The point is, you don't use several aligned texture layers if you can avoid it.

you're looking at it in the context of one particular scene only. the 'light wires' would make perfect sense to be on a separate detail (or if you prefer 'feature') texture layer if those same 'light wires' were used at several place over different base textures across the level (or the whole game).

consider this, you have N surfaces in this game where your artists think a 'light wiring' would look cool. do you come up with two versions for each one of those N original base textures -- one clean and one with pre-baked 'light wiring' or do you keep just the original N base textures and come up with one 'light wiring' texture to blend over at spots the artists deem apt?
 
Hyp-X said:
Maybe he meant something like this?

Unfortunately Halo does not currently support antialiasing so we are unable to bring you those numbers.

Of course, we have gotten plenty of emails pointing out the hack that allows AA to work with Halo. This involves adding a flag to tell Halo to DisableRenderTargets for your particular video card. The problem with this is that rendered textures are used all throughout the game, and many of the awesome PS2.0 effects are lost. Water effects disappear, walls go from dirty and grimy looking to plastic and shiny, and the image quality we get from the hack takes away too much to be worth it in our opinion.

That's exactly what I meant.
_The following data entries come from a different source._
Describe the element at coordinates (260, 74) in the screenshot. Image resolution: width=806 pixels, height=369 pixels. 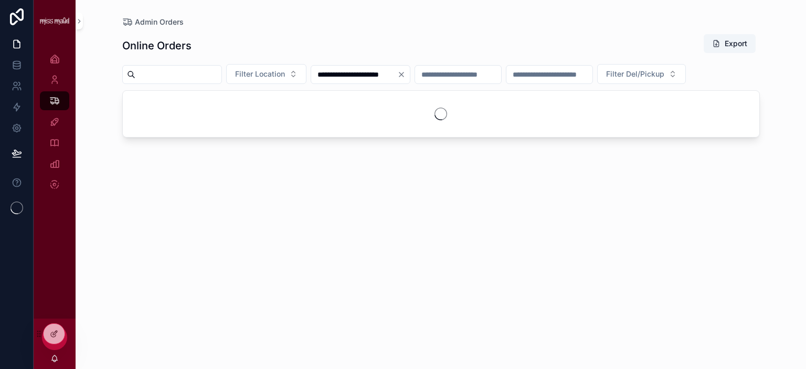
I see `span: Filter Location` at that location.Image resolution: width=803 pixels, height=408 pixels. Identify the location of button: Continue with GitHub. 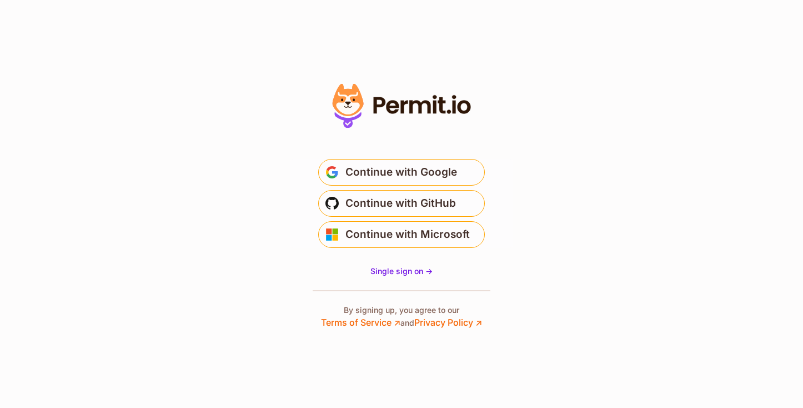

And having tried the demo I gotta' agree with Ailuros.
 
Xmas said:
Have you set your monitor to extremely low brightness, or why aren't you able to see the lights, and the (existing) pipework on the GeForce shots? ;)

It's alright , I've spotted the part of the shot you are all looking at now, so we are talking about the same thing just in a different place.

I can cancel the optician's appointment now :D

Mark
 
Xmas said:
What I meant with appropriateness is that you don't go throwing additional texture layers on polygons if you can realize the same appearance using it all combined in one texture layer.

Let's say (simple model, no specular, per vertex lighting):

Code:
ps.1.1
tex t0     // diffuse map
tex t1     // self illumination map
mad r0, t0, v0, t1

How do you combine diffuse with self illumination?
(Unless self illumination is b/w.)

I think a missing texture layer is not out-of-question.
 
Hyp-X said:
OpenGL guy said:
I don't get it.

Maybe he meant something like this?

Unfortunately Halo does not currently support antialiasing so we are unable to bring you those numbers.

Of course, we have gotten plenty of emails pointing out the hack that allows AA to work with Halo. This involves adding a flag to tell Halo to DisableRenderTargets for your particular video card. The problem with this is that rendered textures are used all throughout the game, and many of the awesome PS2.0 effects are lost. Water effects disappear, walls go from dirty and grimy looking to plastic and shiny, and the image quality we get from the hack takes away too much to be worth it in our opinion.
I still don't see the correlation. I commented on the Unreal 2 shots, where the AA quality on the Radeon is clearly superior... so superior it almost looks like there is no AA at all on the FX shots.

Then John mentions something about Halo... What does this have to do with Unreal 2? AA works in other games with PS 2.0 effects and render targets (TRAOD, for example), so how is the fact that AA doesn't work in Halo, which appears to be an application issue, somehow relevant to Unreal 2?
 
OpenGL guy said:
I commented on the Unreal 2 shots,

What Unreal 2 shots??? :rolleyes:
Noone mentioned Unreal 2 in this thread.
Not even you in your comment:

OpenGL guy said:
Tahir said:
They both look terrible but they are not quite the same frame so comparison is IMHO useless.
One thing that's apparent is that the AA quality on the GeForce FX is pretty low.

Tahir was appearently speaking of the topic at hand, which is about two Halo screenshots.
And btw these are non-AA screenshots (non-surprisingly).